When a racist judge falls

Joe Biden put his signature on Tuesday at the bottom of a bill that will have the effect of removing from the Capitol the bust of Roger B.

When a racist judge falls

Joe Biden put his signature on Tuesday at the bottom of a bill that will have the effect of removing from the Capitol the bust of Roger B. Taney, former justice of the Supreme Court (1836-1864).

No wokes in 1857

Historians usually avoid settling the debates surrounding the commemoration of important historical figures. Rather, they insist on the necessary perspective linked to reflection and contextualization.

We are witnessing more and more regularly the removal of statues of figures that we would not have dared to mention until recently. There are always some to agitate what has become a meaningless term. “Woke!” we launch as soon as we question the past.

However, the removal of Taney's bust from the building that houses the two chambers of legislative power makes perfect sense. “All men are born free and equal,” wrote Thomas Jefferson in the Declaration of Independence. In 1857, the southern judge clarified that the formula of the founding text did not apply to people of color.

While the debate between abolitionists and slaveholders was raging, the multiple compromises between North and South were no longer enough to keep the peace and a confrontation in Kansas (1854) was a prelude to a confrontation engulfing the whole country, the Judge Taney wrote what many constitutional scholars consider the highest court's worst judgment ever.

In 1857, Dred Scott and his family were anxiously awaiting the end of a 10-year long legal process. The slave was suing his master because he claimed that before returning to Missouri, a slave state, he had followed his owner to states and territories that did not practice slavery. As a result, we should have recognized his status as a free man.

Writing the text of the decision for the majority, Roger B. Taney was brutal. He asserted that blacks have always been considered inferior to whites and that, free or enslaved, they were not citizens of the United States. The rights of slave owners would also be protected by the Fifth Amendment.

He then goes well beyond his mandate by asserting that any attempt to limit slavery on American territory is unconstitutional. It is then a total victory for the South.

Not only will this judgment arouse passions on the eve of the Civil War, but Taney's arguments confirmed the inferiority of blacks while protecting the rights of southern states. Four years later began the worst conflict in the history of the United States.

Belle reconnaissance pour Thurgood Marshall

The identity of Taney's successor on Capitol Hill is highly symbolic. Thurgood Marshall was not only the first black judge to sit on the Supreme Court, he was also a brilliant lawyer whose career was closely linked to the struggle for the recognition of civil rights for blacks. As a lawyer, he pleaded 32 times before the highest court, winning on 29 occasions.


Exercise directions »
The expected answer is every line of the material that contains the word "give".

Provided information »
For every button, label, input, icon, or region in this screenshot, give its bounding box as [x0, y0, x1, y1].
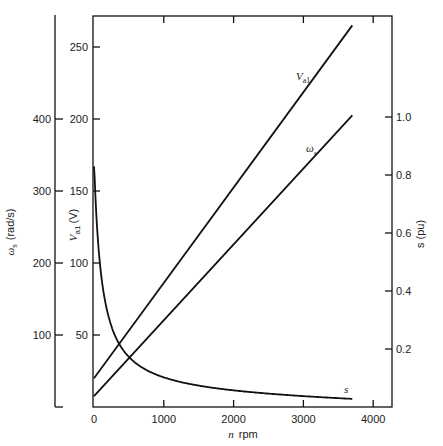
omega-tick-label: 100 — [33, 329, 51, 341]
chart: 0100020003000400050100150200250100200300… — [0, 0, 443, 446]
v-tick-label: 250 — [70, 41, 88, 53]
v-axis-sub: a1 — [73, 225, 82, 234]
v-tick-label: 100 — [70, 257, 88, 269]
x-axis-var: n — [228, 428, 234, 440]
omega-axis-sub: s — [11, 244, 18, 248]
x-tick-label: 3000 — [291, 413, 315, 425]
s-tick-label: 0.6 — [396, 227, 411, 239]
curve-label-s: s — [344, 383, 348, 395]
omega-tick-label: 200 — [33, 257, 51, 269]
omega-tick-label: 300 — [33, 185, 51, 197]
x-axis-unit: rpm — [239, 428, 258, 440]
x-tick-label: 0 — [91, 413, 97, 425]
v-axis-unit: (V) — [67, 209, 79, 224]
curve-omega-s — [94, 115, 352, 396]
curve-label-v-a1: Va1 — [296, 70, 310, 85]
v-tick-label: 200 — [70, 113, 88, 125]
curves — [94, 25, 352, 399]
omega-tick-label: 400 — [33, 113, 51, 125]
v-tick-label: 150 — [70, 185, 88, 197]
omega-axis-title: ωs(rad/s) — [4, 208, 18, 255]
curve-label-omega-sub: s — [314, 149, 317, 157]
s-axis-title: s (pu) — [414, 220, 426, 248]
v-axis-title: Va1(V) — [67, 209, 82, 241]
v-tick-label: 50 — [76, 329, 88, 341]
x-tick-label: 2000 — [221, 413, 245, 425]
s-tick-label: 0.4 — [396, 285, 411, 297]
omega-axis-unit: (rad/s) — [4, 208, 16, 240]
axis-titles: Va1ωssnrpmVa1(V)ωs(rad/s)s (pu) — [4, 70, 426, 440]
s-tick-label: 0.8 — [396, 169, 411, 181]
axes: 0100020003000400050100150200250100200300… — [33, 15, 412, 425]
x-tick-label: 1000 — [152, 413, 176, 425]
x-tick-label: 4000 — [361, 413, 385, 425]
curve-label-omega-s: ωs — [306, 142, 317, 157]
x-axis-title: nrpm — [228, 428, 257, 440]
curve-label-v-sub: a1 — [303, 76, 311, 85]
s-tick-label: 0.2 — [396, 343, 411, 355]
curve-v-a1 — [94, 25, 352, 378]
s-tick-label: 1.0 — [396, 111, 411, 123]
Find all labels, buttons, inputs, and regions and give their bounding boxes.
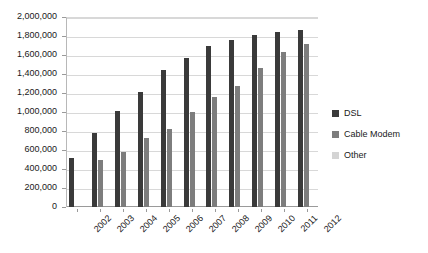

Final answer »
For every button, label, input, icon, or region in this screenshot, give its bounding box as [x0, y0, x1, y1].
Find all labels, buttons, inputs, and regions and give their bounding boxes.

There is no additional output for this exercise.